The Fat Duck
This month's issue of
Seed ("The New Face of Science/Culture") has an article on Heston Blumenthal's
Fat Duck restaurant in London. They compare Heston Blumenthal to Willy Wonka, and it's not far off. The mission of the Fat Duck is "molecular gastronomy," which means studying chemistry to screw with food. Here are some examples:
- A sorbet of green tea and lime foam served in a liquid nitrogen cauldron (-196C). "The tea opens the pores in your mouth, there's a touch of alcohol to clean your tongue, and the lime stimulates your saliva."
- Tryptophan-laced dessert to relax you as you're paying the bill.
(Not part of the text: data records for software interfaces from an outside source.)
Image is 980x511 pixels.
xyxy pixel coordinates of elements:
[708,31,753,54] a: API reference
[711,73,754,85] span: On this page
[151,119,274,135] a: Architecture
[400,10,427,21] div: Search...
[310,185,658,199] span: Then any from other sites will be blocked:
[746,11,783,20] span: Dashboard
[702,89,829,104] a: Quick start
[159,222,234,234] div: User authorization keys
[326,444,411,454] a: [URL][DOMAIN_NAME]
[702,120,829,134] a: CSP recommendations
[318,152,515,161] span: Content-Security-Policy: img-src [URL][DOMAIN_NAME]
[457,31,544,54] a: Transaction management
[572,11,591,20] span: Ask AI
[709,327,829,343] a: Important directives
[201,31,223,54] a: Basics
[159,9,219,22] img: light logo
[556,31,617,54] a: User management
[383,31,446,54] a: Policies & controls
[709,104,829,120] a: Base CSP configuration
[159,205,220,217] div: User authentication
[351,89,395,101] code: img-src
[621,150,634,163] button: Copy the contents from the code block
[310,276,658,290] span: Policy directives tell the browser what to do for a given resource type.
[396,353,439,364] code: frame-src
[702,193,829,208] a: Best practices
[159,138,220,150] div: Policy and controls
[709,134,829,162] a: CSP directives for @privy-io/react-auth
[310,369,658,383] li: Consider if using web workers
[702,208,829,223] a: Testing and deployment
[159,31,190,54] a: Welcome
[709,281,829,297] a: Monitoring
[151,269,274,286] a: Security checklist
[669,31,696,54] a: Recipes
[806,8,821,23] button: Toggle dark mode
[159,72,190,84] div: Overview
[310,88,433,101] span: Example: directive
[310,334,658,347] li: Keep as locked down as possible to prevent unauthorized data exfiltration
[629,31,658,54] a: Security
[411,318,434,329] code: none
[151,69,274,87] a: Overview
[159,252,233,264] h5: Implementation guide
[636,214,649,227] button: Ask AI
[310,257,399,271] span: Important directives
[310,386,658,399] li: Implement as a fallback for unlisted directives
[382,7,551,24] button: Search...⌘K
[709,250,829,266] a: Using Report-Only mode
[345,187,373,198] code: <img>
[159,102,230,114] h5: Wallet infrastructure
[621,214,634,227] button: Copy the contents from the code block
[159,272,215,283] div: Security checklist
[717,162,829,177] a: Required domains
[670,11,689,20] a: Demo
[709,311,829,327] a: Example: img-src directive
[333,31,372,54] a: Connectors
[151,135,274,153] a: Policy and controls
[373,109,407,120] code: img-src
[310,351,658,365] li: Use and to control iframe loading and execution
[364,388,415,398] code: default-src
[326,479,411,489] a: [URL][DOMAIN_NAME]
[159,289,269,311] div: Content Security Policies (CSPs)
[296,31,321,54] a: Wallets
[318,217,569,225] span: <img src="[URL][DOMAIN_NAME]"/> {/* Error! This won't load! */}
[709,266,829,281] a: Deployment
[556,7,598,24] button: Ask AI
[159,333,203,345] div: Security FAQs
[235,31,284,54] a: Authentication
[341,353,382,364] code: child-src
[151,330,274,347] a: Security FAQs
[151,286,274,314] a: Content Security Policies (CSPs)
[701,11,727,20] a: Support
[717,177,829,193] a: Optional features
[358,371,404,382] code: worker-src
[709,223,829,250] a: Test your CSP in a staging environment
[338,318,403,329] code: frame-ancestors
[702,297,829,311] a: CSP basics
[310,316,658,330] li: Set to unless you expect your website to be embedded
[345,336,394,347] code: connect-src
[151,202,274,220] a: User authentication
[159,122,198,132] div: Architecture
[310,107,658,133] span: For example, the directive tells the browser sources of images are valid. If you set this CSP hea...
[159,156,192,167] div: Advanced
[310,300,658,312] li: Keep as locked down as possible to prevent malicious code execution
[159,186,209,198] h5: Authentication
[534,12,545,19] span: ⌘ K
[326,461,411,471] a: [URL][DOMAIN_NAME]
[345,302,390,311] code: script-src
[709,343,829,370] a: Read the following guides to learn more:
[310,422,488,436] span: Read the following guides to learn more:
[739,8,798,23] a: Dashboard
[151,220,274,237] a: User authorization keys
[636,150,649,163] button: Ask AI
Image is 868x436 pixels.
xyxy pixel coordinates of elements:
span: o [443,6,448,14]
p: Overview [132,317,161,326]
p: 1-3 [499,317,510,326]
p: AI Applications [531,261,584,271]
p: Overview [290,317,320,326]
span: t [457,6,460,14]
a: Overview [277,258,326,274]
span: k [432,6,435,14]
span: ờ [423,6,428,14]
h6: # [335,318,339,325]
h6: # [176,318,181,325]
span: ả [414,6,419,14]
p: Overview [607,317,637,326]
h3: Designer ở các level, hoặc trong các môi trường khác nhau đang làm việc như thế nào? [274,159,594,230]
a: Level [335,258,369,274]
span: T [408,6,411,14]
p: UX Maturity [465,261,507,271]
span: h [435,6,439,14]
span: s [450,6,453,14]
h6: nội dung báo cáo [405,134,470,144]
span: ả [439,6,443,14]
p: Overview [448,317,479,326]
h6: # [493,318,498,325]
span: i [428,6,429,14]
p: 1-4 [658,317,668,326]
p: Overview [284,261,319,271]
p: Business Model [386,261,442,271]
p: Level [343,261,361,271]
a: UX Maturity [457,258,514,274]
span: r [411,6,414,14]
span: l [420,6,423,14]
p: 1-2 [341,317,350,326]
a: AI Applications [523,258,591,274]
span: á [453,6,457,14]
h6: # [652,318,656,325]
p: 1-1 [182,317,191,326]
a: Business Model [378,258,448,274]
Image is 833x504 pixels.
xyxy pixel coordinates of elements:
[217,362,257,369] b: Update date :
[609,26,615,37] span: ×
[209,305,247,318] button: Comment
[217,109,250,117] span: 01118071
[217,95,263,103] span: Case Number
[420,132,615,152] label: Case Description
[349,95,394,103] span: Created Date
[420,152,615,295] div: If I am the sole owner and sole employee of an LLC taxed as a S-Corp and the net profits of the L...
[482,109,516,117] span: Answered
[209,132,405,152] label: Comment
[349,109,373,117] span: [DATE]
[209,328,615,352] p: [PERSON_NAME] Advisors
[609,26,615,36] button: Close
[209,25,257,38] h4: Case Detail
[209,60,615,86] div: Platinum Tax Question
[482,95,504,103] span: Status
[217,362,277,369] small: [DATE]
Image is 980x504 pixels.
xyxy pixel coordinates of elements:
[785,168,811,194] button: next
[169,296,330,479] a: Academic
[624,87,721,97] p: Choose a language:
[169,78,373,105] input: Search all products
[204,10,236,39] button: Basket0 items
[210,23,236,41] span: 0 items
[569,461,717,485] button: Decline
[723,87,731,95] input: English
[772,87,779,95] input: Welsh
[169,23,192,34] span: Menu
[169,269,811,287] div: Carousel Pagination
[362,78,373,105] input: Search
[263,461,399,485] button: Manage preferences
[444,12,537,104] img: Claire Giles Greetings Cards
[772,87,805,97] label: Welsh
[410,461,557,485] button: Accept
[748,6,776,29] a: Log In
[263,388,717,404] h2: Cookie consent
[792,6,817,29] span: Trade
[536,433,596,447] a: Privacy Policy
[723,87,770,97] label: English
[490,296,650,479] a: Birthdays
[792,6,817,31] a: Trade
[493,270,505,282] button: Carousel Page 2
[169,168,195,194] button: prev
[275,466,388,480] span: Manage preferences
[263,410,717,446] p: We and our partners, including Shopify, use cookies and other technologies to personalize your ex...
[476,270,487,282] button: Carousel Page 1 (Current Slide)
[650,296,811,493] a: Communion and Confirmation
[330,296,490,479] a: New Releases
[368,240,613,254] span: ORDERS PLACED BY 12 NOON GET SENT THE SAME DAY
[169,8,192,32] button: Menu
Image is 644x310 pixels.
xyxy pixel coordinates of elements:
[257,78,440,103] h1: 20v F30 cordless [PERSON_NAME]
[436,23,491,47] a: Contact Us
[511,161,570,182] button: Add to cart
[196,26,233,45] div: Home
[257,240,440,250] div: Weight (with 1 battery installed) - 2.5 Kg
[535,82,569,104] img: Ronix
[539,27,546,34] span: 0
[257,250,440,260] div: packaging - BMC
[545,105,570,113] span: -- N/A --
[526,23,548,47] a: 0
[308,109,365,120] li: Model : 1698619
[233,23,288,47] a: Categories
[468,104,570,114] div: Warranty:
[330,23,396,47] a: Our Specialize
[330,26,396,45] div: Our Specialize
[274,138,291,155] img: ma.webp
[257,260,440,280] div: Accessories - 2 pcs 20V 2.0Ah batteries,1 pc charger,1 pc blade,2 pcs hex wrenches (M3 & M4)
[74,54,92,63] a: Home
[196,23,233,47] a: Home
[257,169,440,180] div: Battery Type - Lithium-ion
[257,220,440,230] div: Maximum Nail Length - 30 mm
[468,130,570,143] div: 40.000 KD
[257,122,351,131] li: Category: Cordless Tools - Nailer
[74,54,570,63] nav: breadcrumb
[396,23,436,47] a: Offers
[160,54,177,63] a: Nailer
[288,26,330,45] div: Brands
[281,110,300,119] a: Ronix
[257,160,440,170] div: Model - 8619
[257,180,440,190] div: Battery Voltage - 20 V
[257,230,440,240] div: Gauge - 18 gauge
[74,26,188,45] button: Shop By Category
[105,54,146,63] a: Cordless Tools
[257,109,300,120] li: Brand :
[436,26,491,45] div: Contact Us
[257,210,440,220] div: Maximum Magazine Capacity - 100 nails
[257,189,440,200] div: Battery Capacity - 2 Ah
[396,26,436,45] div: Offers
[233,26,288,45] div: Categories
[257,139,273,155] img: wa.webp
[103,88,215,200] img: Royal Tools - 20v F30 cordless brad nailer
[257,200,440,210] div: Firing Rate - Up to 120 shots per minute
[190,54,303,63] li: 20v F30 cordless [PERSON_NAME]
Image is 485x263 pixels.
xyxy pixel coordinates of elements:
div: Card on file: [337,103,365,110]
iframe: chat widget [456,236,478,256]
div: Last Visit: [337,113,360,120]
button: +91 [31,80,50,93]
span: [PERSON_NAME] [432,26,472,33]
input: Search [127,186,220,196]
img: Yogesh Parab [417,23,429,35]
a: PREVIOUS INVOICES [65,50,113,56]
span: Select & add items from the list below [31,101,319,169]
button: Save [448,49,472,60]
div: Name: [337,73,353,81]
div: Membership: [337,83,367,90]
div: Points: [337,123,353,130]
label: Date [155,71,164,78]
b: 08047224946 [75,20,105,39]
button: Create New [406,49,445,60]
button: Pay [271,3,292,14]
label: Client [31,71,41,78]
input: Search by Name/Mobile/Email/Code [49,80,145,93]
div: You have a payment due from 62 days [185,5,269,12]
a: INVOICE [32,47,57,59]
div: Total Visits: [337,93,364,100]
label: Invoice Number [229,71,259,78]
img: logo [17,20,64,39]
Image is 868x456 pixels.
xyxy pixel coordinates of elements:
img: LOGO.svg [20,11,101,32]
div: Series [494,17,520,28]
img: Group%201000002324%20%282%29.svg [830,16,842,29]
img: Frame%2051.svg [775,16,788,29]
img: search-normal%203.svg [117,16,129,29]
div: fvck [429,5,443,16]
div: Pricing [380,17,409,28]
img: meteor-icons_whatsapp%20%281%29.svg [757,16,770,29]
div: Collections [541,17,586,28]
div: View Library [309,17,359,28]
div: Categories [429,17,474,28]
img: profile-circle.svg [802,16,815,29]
- Greens blanched in low-calcium mineral water to create a brilliant green.
- Lamb cooked slowly at 54C (without braising) to make it entirely pink and succulent.
- Snail porridge.
- Caramel with cumin.
- Green crab ice cream.
- Bacon and eggs ice cream.
- Mango puree with Douglas Fir essence.
- A spoonful of food that "would begin with a delicate whiff of basil, continue onto salty olive with a little bouquet of thyme, and end with a crescendo of cooked onion. (There's the Willy Wonka comparison.)
- Mustard ice cream with purple-cabbage gazpacho.
- Beluga caviar and white chocolate (similar profiles on the mass spectrometer).
- Chocolate cake with pop rocks.
It's strange stuff. I immediately wanted to go try everything on the menu, but then as I read more, it occurred to me that sure, this is cool and cutting-edge and miraculous sometimes, but I don't want to eat food to
think. That's what this food does; it makes you stop and wonder what's going on. The ostensible purpose is to make you aware of flavor like never before, but the price, it seems to me, is the wonder and joy of sharing food. The pleasure of eating is wrapped up in memory and association--unforced, nearly thought
less association--and unless you were raised in a lab, eating things that conjure up images pine forests while your mouth is on a tropical island just can't be pleasurable. Interesting and eye-popping, but not pleasurable.
Still, I can't help but respect a mad scientist. Let's put him in a room with Nikola Tesla, Gaetano Pesce, and oh I don't know, James Joyce.